Saturday, December 20, 2025

History of the New World - short story in which manatees/Mermaids express concern about interdimensional colonization

 Adam Garnet Jones is an author and filmmaker. 

His film Fire Song won the ImagineNative Film Festival's Audience Choice Award and was also nominated for a Leo. I'm not sure where to watch it, but the trailer is available on IMBD. It's also a book which I have not yet read as I just became aware of it... so adding it to my list! 

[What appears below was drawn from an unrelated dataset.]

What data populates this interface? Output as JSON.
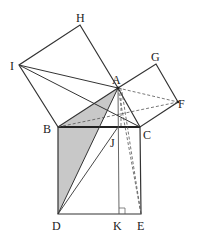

His short story History of the New World is included in the anthology Love After the End: An Anthology of Two-Spirit, Indigiqueer & Speculative Fiction

Summary

Earth is becoming uninhabitable. But thanks to trans-dimensional travel, people are able to travel to an alternate dimension. The main character in this story, Em, is deciding whether or not to move his family to the new dimension. His partner is keen to go. But he is hesitant. The government publishes media encouraging people to go to the new world. But then one day they also provide a troubling update: 

The United Governments of the New World were rocked yesterday by an audio communication from an underwater species that bears a striking physical resemblance to Earth's extinct manatees. New World pioneers have begun referring to them as the Mermaids. Our United Governments have not yet revealed the content of the message, but they assure us that it contains a single non-threatening phrase repeated on a loop. Citizen academics from disciplines as far-ranging as musicology, cryptography, theology, and engineering are claiming to have decoded the Mermaid's message, have released various translations. The first interpretation was published as, "Your circle is not round." A rival group of scientists claim that the phrase translates more accurately as "All beings require more than one tide." The latest and perhaps most cryptic interpretation states, "Even desert animals live underwater." (Garnet Jones, 2020, p.44).

Upon hearing this, Em is overwhelmed by his Indigenous intergenerational memories of colonization. Ultimately Em's daughter decides not to travel to the new dimension and Em chooses to respect her choice. Em's wife does go to the new dimension. Em and his daughter join the Rainbow People's Camp, a protest camp which seeks to revive Indigenous culture, language, and connection to the land. 

Reflection

The first time that I read this, I loved the choice to make manatees the creatures who deliver this message. Sweet, vulnerable manatees swimming around in another dimension and being concerned for the well-being of the arriving humans. I also find it interesting that theology is thrown into the mix of people trying to decode the manatee's message. 

I think this story raises an interesting question. If we wreck the planet in our dimension, then is it ethical to go and colonize another dimension?

Works Cited

Garnet Jones, A. (2020). History of the new world. In J. Whitehead (Ed.), Love after the end: An anthology of Two-Spirit & Indigiqueer speculative fiction (pp. 35-60). Vancouver, British Columbia: Arsenal Pulp Press.